A Gentleman in Moscow, in detail
In 1922, Count Alexander Rostov is sentenced by a Bolshevik tribunal — not to death, but to permanent house arrest in Moscow's Metropol Hotel. He is deemed an unrepentant aristocrat, stripped of his title and his suite, and moved to a small room in the hotel's attic. He will spend the next thirty-two years there, never setting foot outside, while Soviet history unfolds around him. A Gentleman in Moscow is the story of those decades: how a man of intelligence, taste, and self-discipline builds a life that is, against all expectations, a full one.
Towles is interested in a specific question: what does it mean to live well when your external circumstances have been radically constrained? Rostov's answer involves meticulous attention to the pleasures within reach — wine, food, friendship, books, the cultivation of craft. He becomes a head waiter, befriends a young girl named Sofia who grows up in the hotel, develops a profound relationship with a French actress and a cadre of hotel staff. The Metropol becomes a kind of compressed world, and Rostov's navigation of it is rendered with great warmth and considerable wit.

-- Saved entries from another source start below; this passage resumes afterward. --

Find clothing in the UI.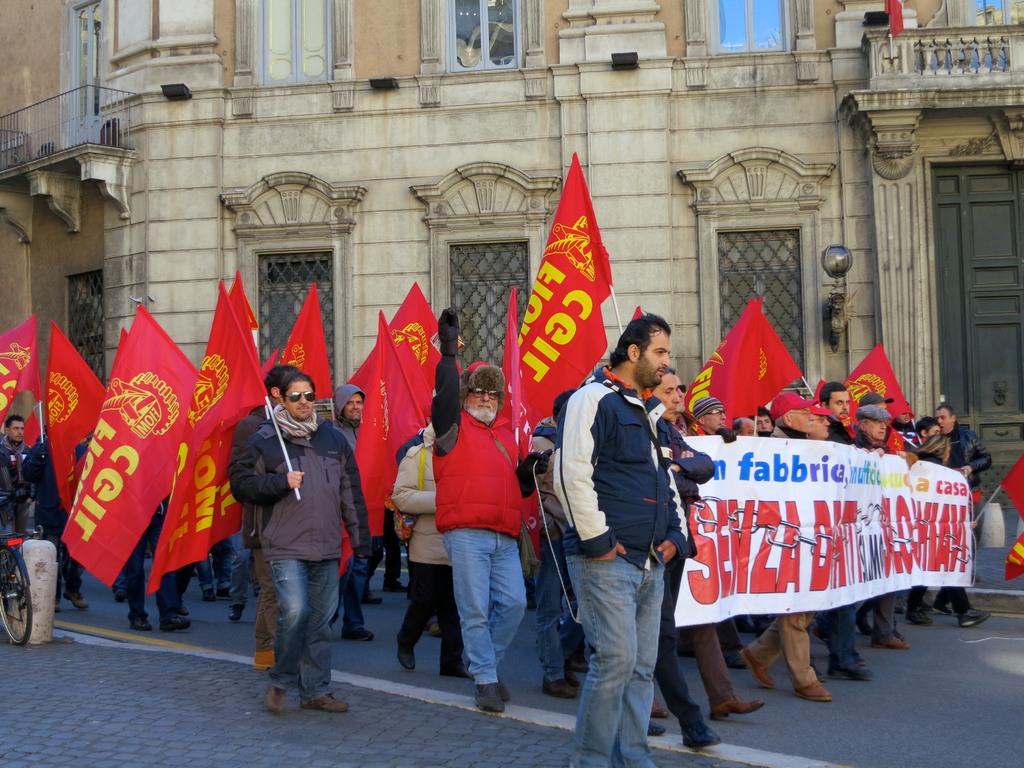
UI element at bbox=[549, 362, 691, 573].
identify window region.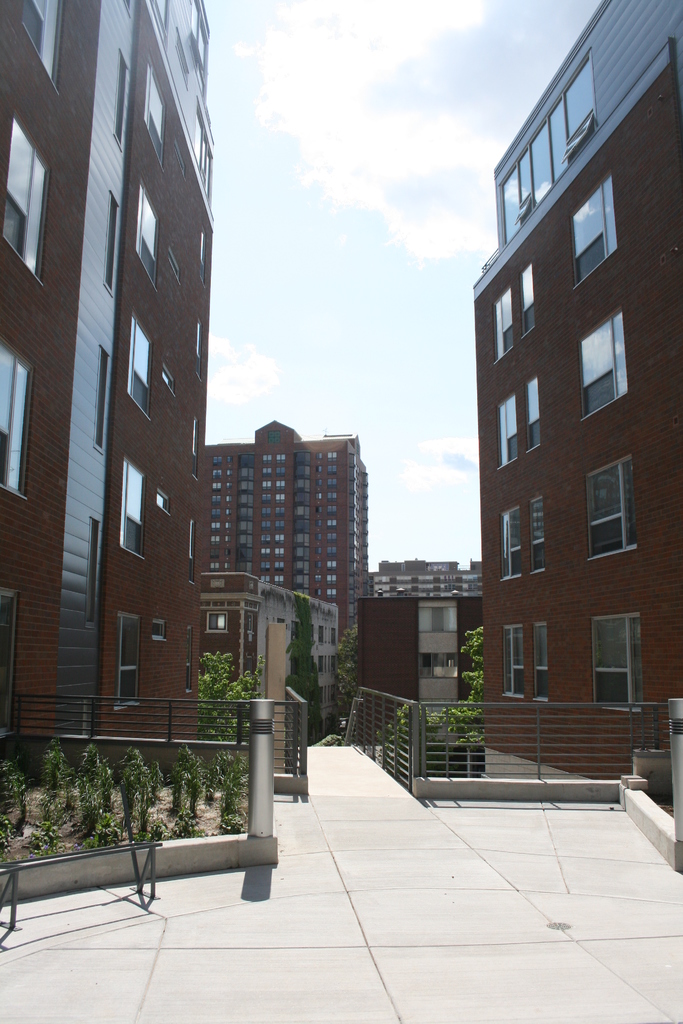
Region: {"x1": 210, "y1": 549, "x2": 219, "y2": 558}.
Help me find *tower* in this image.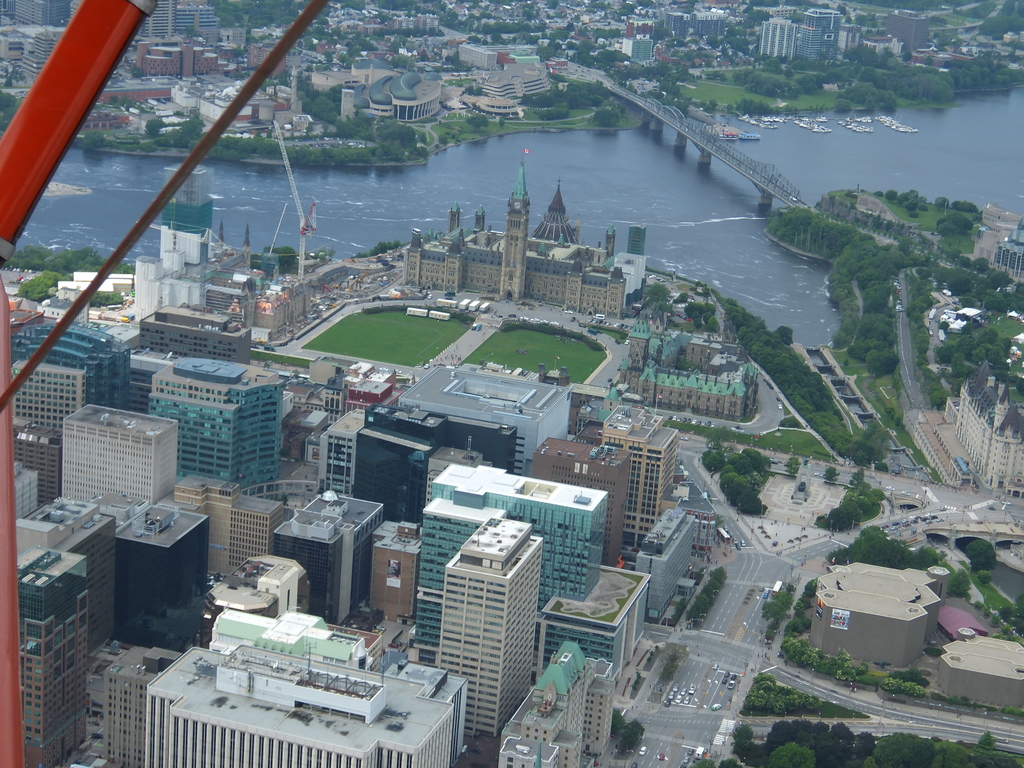
Found it: 54,396,179,513.
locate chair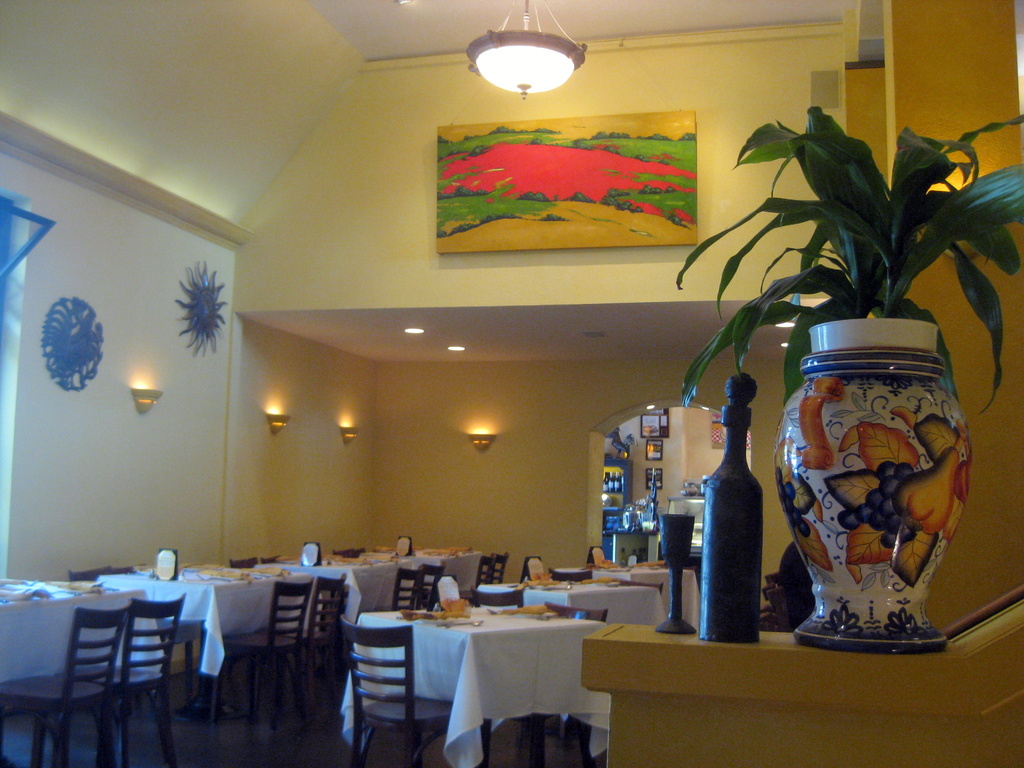
select_region(387, 563, 419, 620)
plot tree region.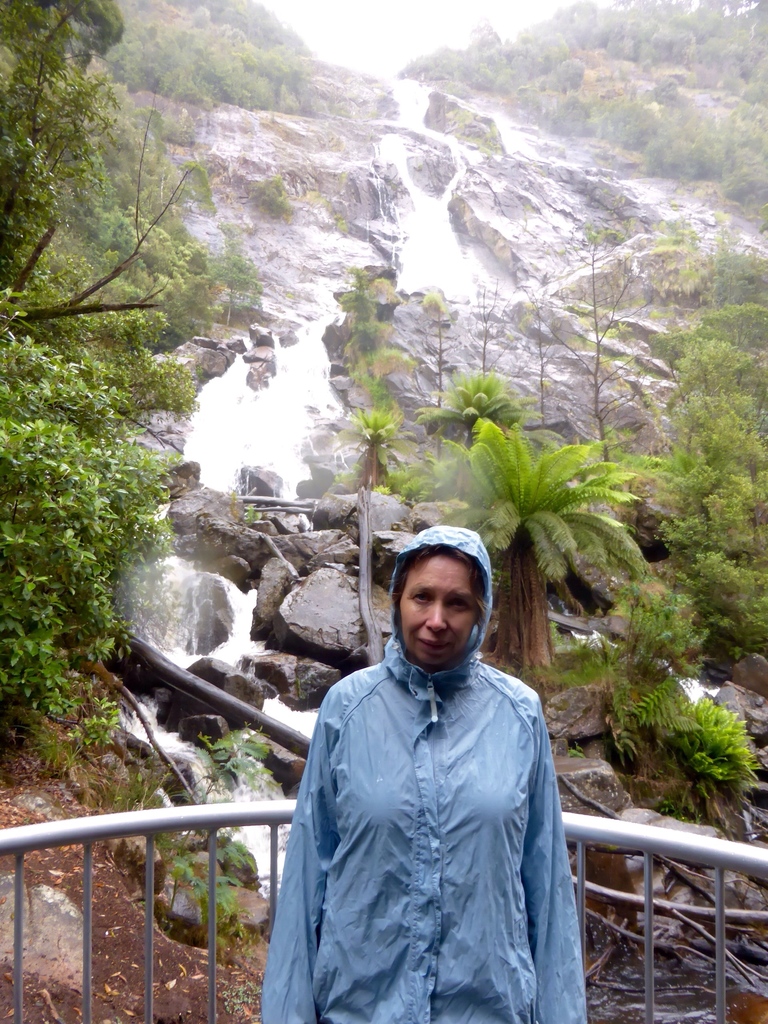
Plotted at box=[0, 0, 222, 451].
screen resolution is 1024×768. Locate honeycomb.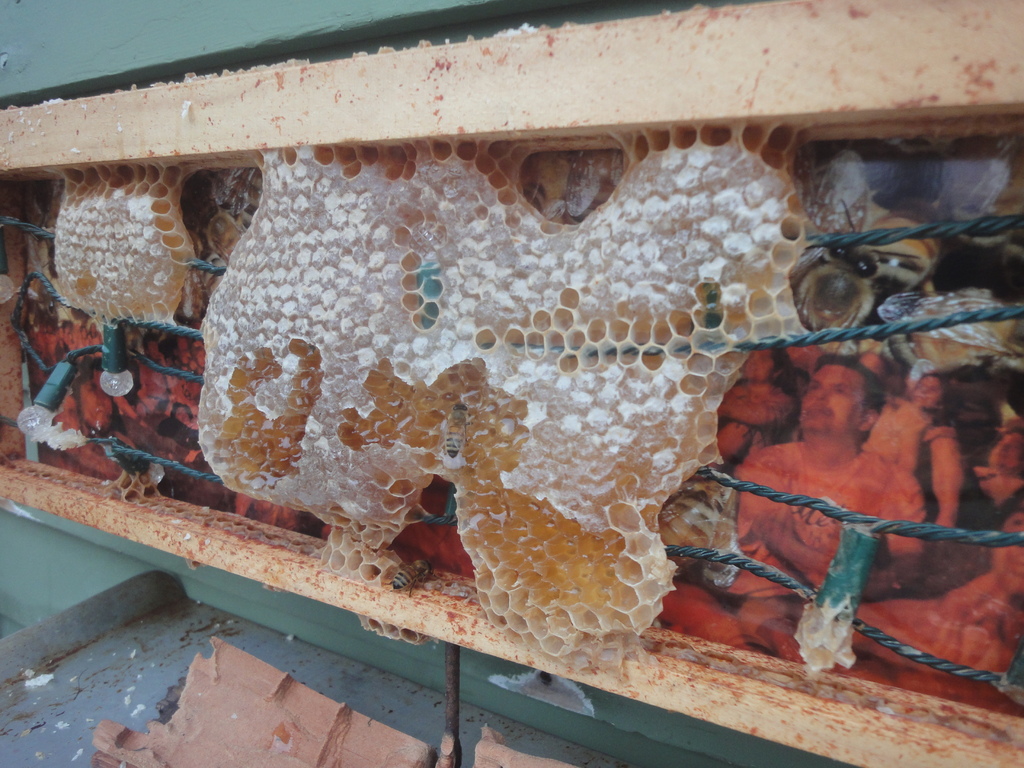
<region>200, 121, 806, 644</region>.
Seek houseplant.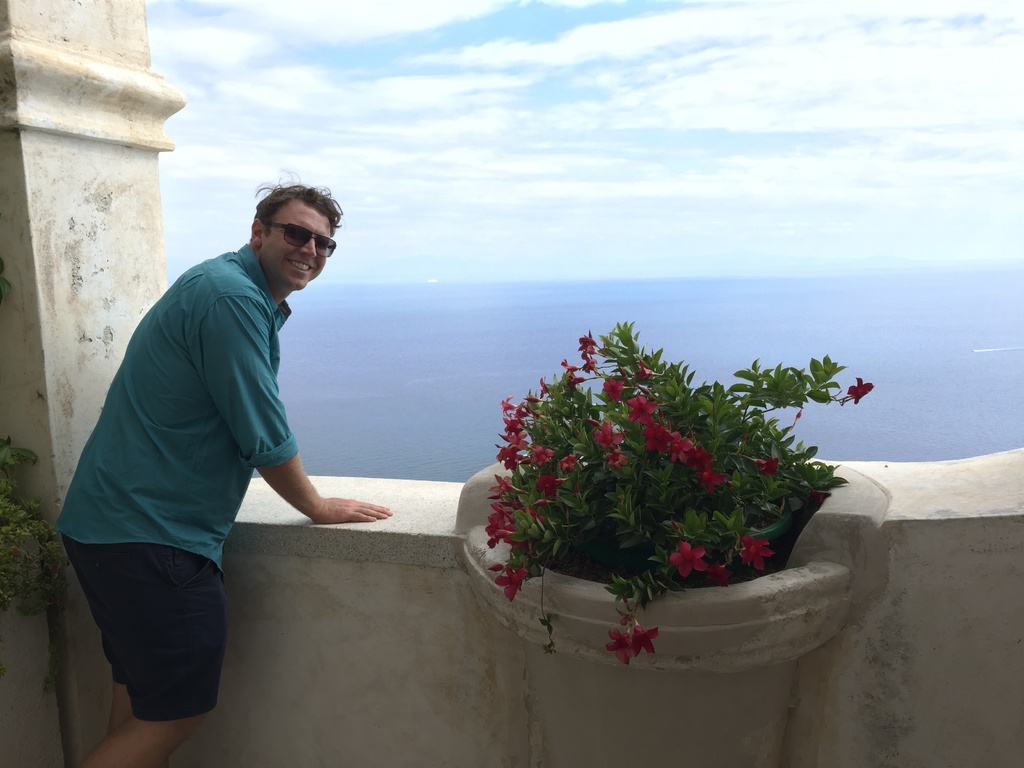
rect(465, 315, 866, 661).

The novel is deliberately, consciously charming — it is one of the most purely enjoyable literary novels of the past decade, which is also one of the easiest criticisms to make of it. Some readers find its elegance evasive: the horrors of Stalinism are present in the background but never interrupt the novel's essential pleasantness. Towles keeps the terror at a remove, filtered through the Count's determined equanimity. Whether that constitutes a failure of moral seriousness or a deliberate artistic choice — an argument that maintaining grace under historical pressure is itself a form of resistance — is the central question the novel poses without fully answering.
Readers who want a warm, witty, beautifully constructed novel will find A Gentleman in Moscow one of the most satisfying reads of recent years. Readers who expect historical fiction to engage more directly with its era's violence and injustice may feel that Towles has written a comfort novel using Soviet Russia as scenery. Both reactions are defensible. The novel is aware of its own escapism and does not apologize for it.
The big ideas
- 1.
Rostov's response to confinement is not resignation but cultivation — the novel argues that you can build a rich interior life even within severe external limits.
- 2.
The Metropol functions as a compressed version of twentieth-century Russia — figures from every political moment pass through, and Rostov observes them all with aristocratic detachment.
- 3.
Towles constructs a hero whose defining quality is equanimity. The novel tests that equanimity and mostly rewards it, which is either reassuring or too easy depending on your tolerance for comfort.